Startup coach Roland Siebelink provides answers to those questions during a 25-minute webinar on getting through the new normal and the best ways for startup founders to lead during this time. The webinar covers five topics that are on the minds of every startup leader, or at least should be on the mind of every startup leader.
What exactly is this new normal?
How long will this new normal last?
How can startup leaders maintain their credibility during this period?
How can startups ensure their survival by focusing on their core?
How can a startup extend its runway by making hard decisions?
Transcript
Hello and welcome to this webinar about leading your midstage startup through
the new normal. My name is Roland Siebelink and I’m the founder and the CEO of
Midstage Institute, and we help midstage startups thrive through the good and
the bad times.
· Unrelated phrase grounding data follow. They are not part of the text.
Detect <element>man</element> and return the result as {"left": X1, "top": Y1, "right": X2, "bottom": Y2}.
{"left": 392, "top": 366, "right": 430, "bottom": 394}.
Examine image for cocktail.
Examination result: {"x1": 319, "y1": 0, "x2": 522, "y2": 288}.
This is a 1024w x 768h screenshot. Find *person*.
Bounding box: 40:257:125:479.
Today, I want to talk about how the world has changed since the
valuation of startups started dropping precipitously in Q2 2022, and what that
means for your startup and how to respond to it.
Let’s get going. The presentation is divided up into five key parts. What is the
new normal? What is it and how long will it last? How do you maintain
credibility as a leader in leading the change? How do you ensure survival of
your startup by focusing on the core? How can you extend your runway, typically
by making some hard decisions? And then also, how can you thrive long-term by
focusing primarily on the differentiation that your startup provides?
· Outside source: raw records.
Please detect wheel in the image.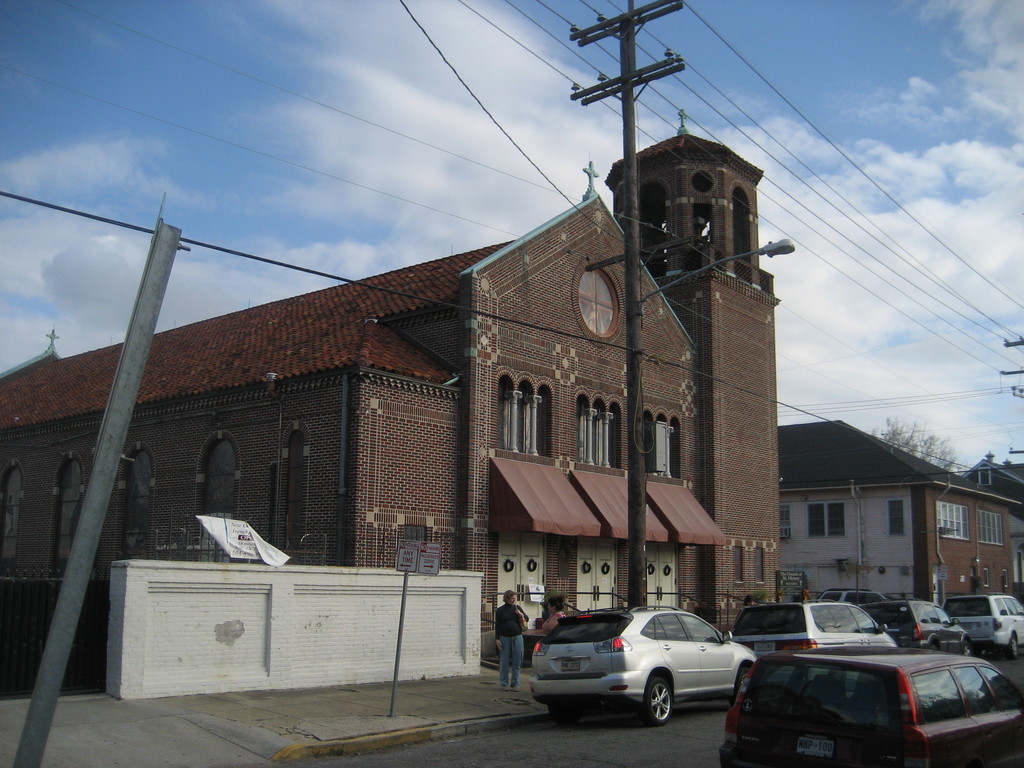
640 678 675 727.
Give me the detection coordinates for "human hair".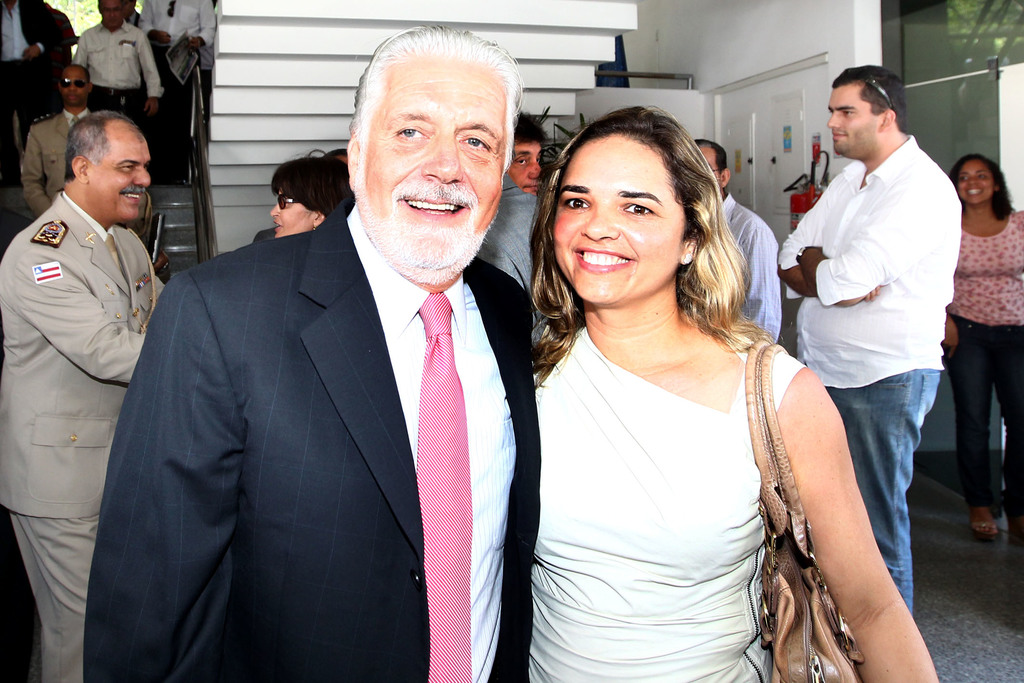
63, 109, 142, 183.
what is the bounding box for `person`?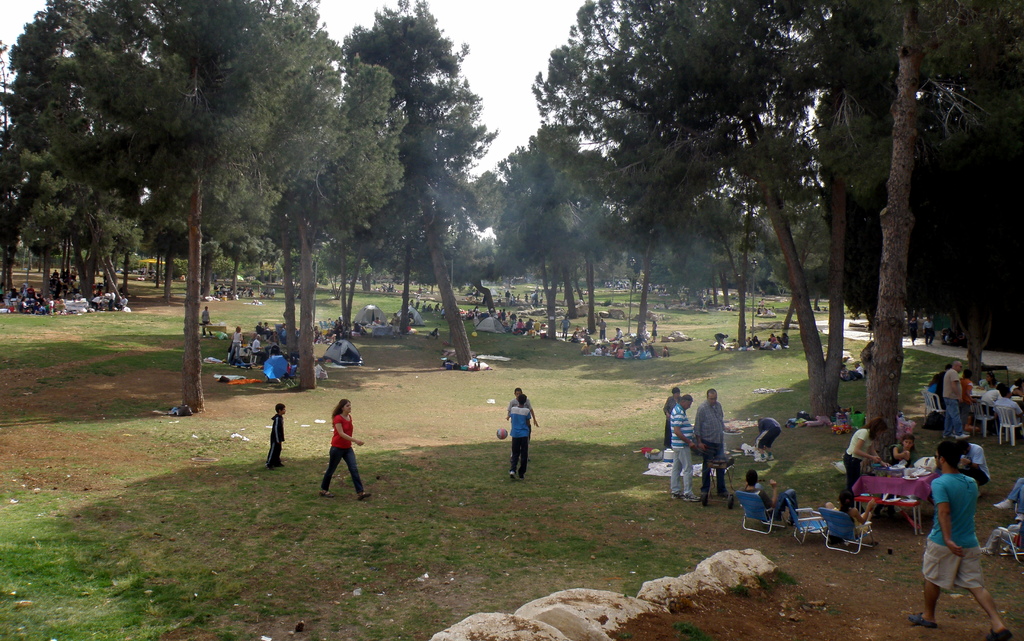
731, 339, 740, 352.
Let’s start with section one. What is that new normal and how long will it last?
Just to provide our conclusions a little bit upfront - and I’ll talk about why
in a second - we do think the economy will recover. Inflation will come under
control. But lower valuations for startups will persist for a while. Why do we
think that? Well, the economic fundamentals actually look better at evaluations
at the moment. This is not the 2020 COVID cycle when we were expecting a huge
crisis and valuations turned up higher than before just because so many people
were forced to work from home or learning to work from home; therefore, there
was a big demand for new technology tools. We cannot expect valuations to return
to 2021 levels soon. Also, because of historical benchmarks that we have seen in
the years - for those of us who’ve been around a little bit longer.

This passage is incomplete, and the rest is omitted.